Paul Redfern
31 March 2003
Nairobi — One of the most famous collections of chimpanzees in the world - in the Gombe National Park in Tanzania - is under imminent threat of extinction, according to primate expert Jane Goodall, who has been watching the community for more than 40 years.
Only around 100 chimps are now left in the national park and their survival is threatened by encroaching farms, refugees from Burundi and the Democratic Republic of the Congo and from people seeking to kill the animals for bushmeat.
The Gombe chimps are famous because of the research that has been carried out on them for nearly half a century.
In 1960, Jane Goodall and a number of colleagues started correlating detailed analysis on the chimps' way of life. This research has carried on ever since.
As a result of the ongoing study, one of the longest lasting in the world, assumptions about chimps have changed dramatically.

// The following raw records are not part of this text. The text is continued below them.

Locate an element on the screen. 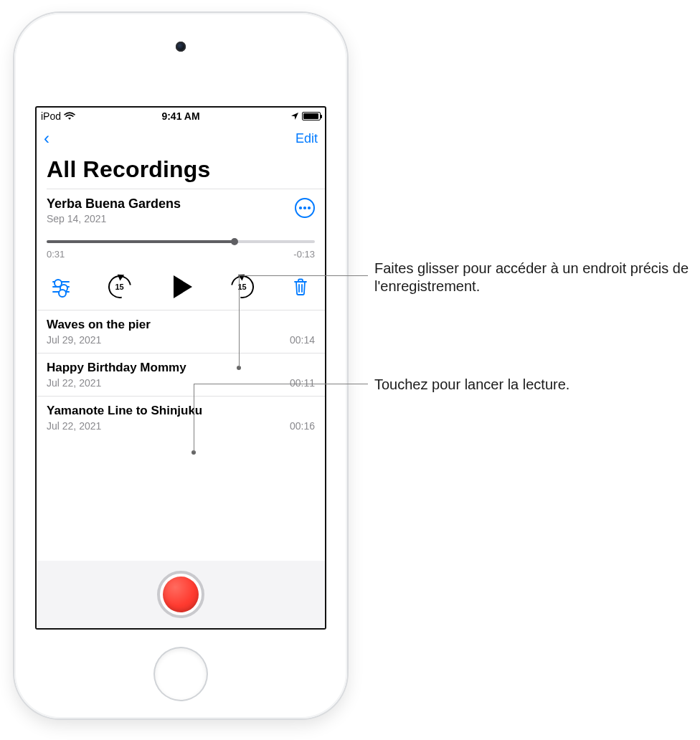  play-button is located at coordinates (181, 287). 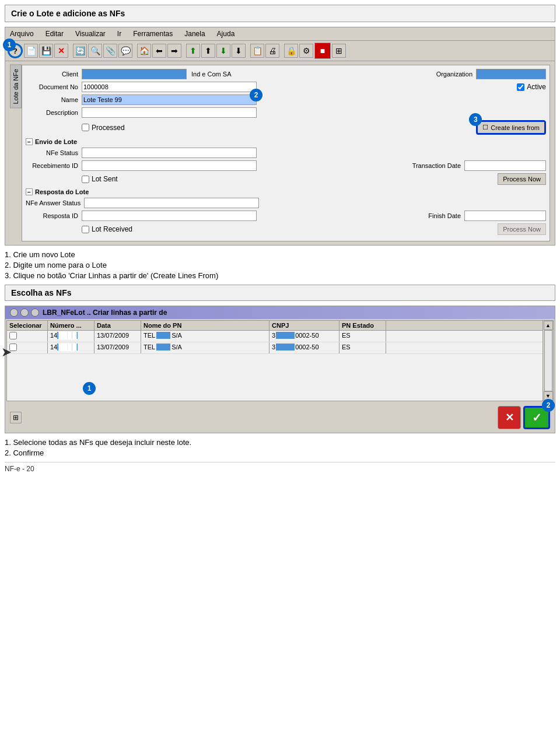 I want to click on page-footer-text: NF-e - 20, so click(x=20, y=469).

Whereas previously the animals, man's closest evolutionary cousins, were thought of as peaceful, simple vegetarians, they are now known to have complex emotions, to be capable of communication, tool-making and even forming political alliances.

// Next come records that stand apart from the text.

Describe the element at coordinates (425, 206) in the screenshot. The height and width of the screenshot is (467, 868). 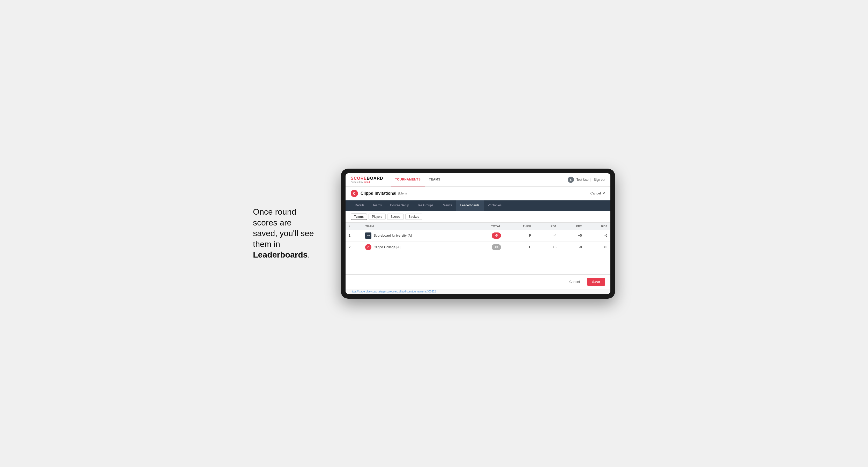
I see `tab-tee-groups: Tee Groups` at that location.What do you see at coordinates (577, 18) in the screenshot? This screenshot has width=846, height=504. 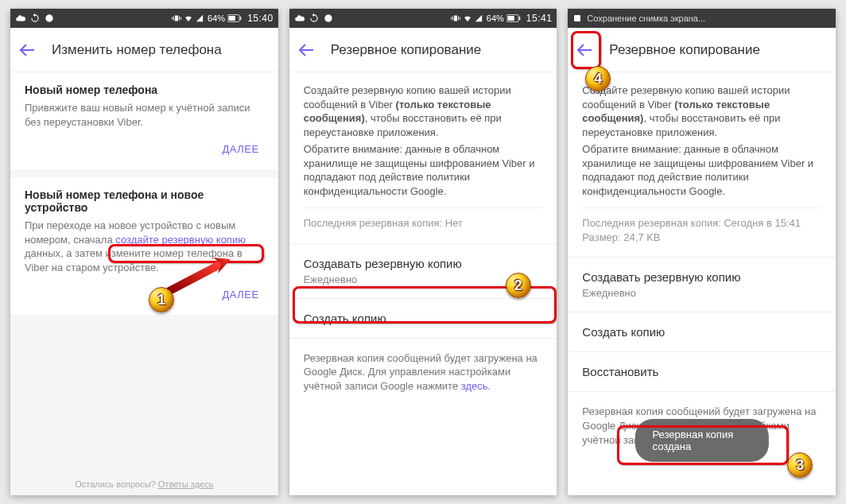 I see `save-icon` at bounding box center [577, 18].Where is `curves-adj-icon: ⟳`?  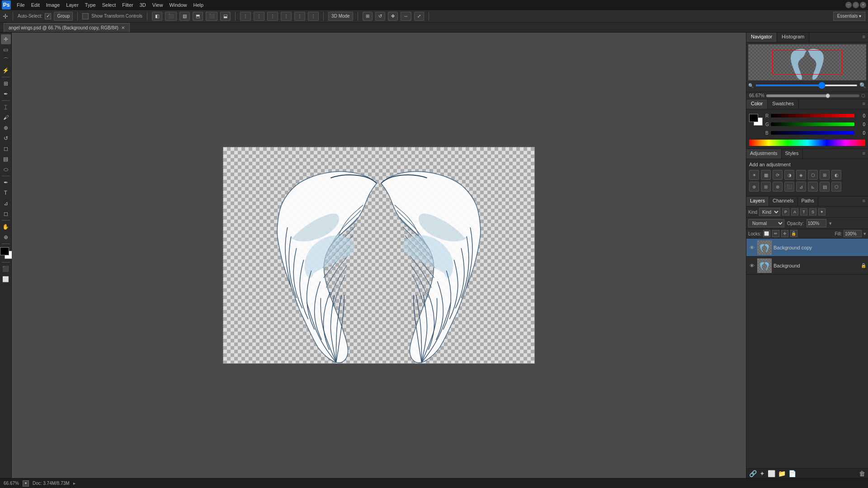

When the study started in the 1960s, Gombe was surrounded by endless tracts of equatorial forest on the western border of Tanzania but now the area, just 13 km long and 1.6 km wide, has been hemmed in "by farms and denuded hillsides," according to Ms Goodall.

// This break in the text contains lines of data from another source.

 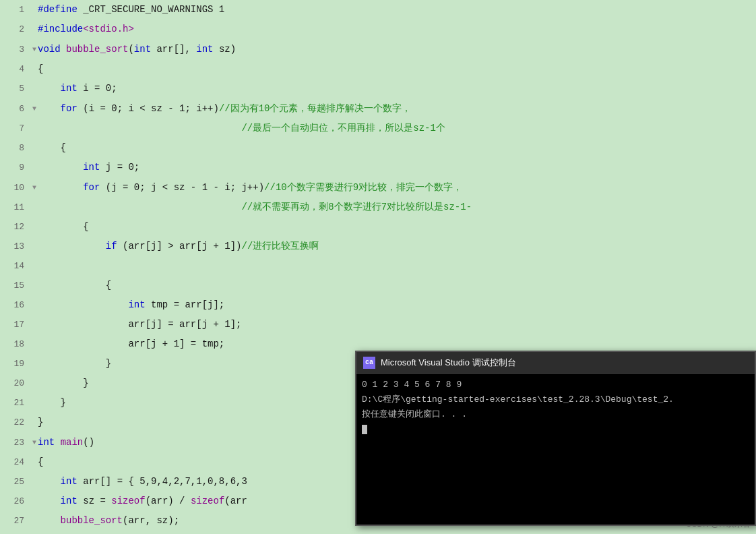 I want to click on code-line-5: 5 int i = 0;, so click(x=378, y=89).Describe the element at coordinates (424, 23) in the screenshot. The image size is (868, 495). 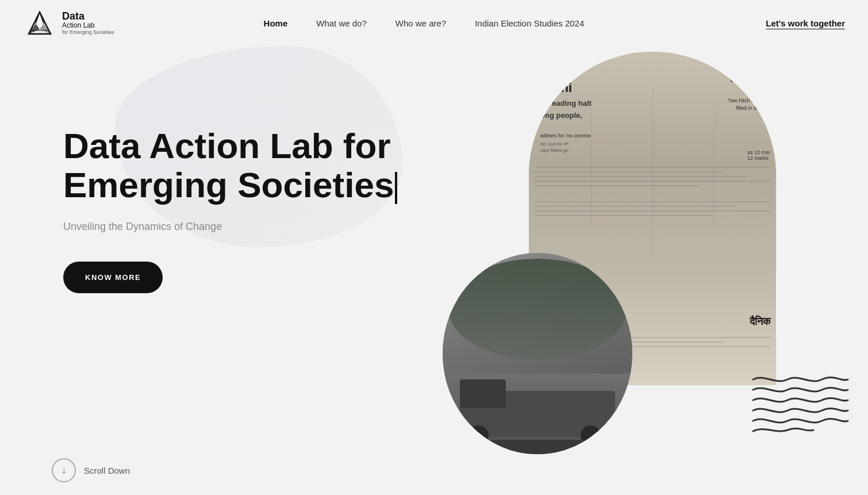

Writing in the March 26 edition of National Geographic magazine, Ms Goodall says that the news coming out of the park is "distressing," with "growing human pressures on the park threatening the chimpanzees' very existence."
Only one viable group still survives in the park and aside from the threat from outside, there are concerns at inbreeding and disease among the remaining chimps.
Researchers believe that further encroachment on the park and a failure to curb the bushmeat trade could lead to the chimps' destruction.
They say that any kind of animal epidemic, fire or drought would reduce the chimp numbers below a level from which they could never recover.
Moreover, the chimps themselves are trapped in the park, with all forest corridors to other chimp communities having been cut.
Ms Goodall said that if such a group of individuals were lost, then the world would have eradicated "all the wisdom and culture that had been passed from one generation to the next."
Be the first to Write a Comment!
Copyright © 2003 The East African. All rights reserved. Distributed by AllAfrica Global Media (allAfrica.com). To contact the copyright holder directly for corrections — or for permission to republish or make other authorized use of this material, click here.
AllAfrica aggregates and indexes content from over 125 African news organizations, plus more than 200 other sources, who are responsible for their own reporting and views. Articles and commentaries that identify allAfrica.com as the publisher are produced or commissioned by AllAfrica.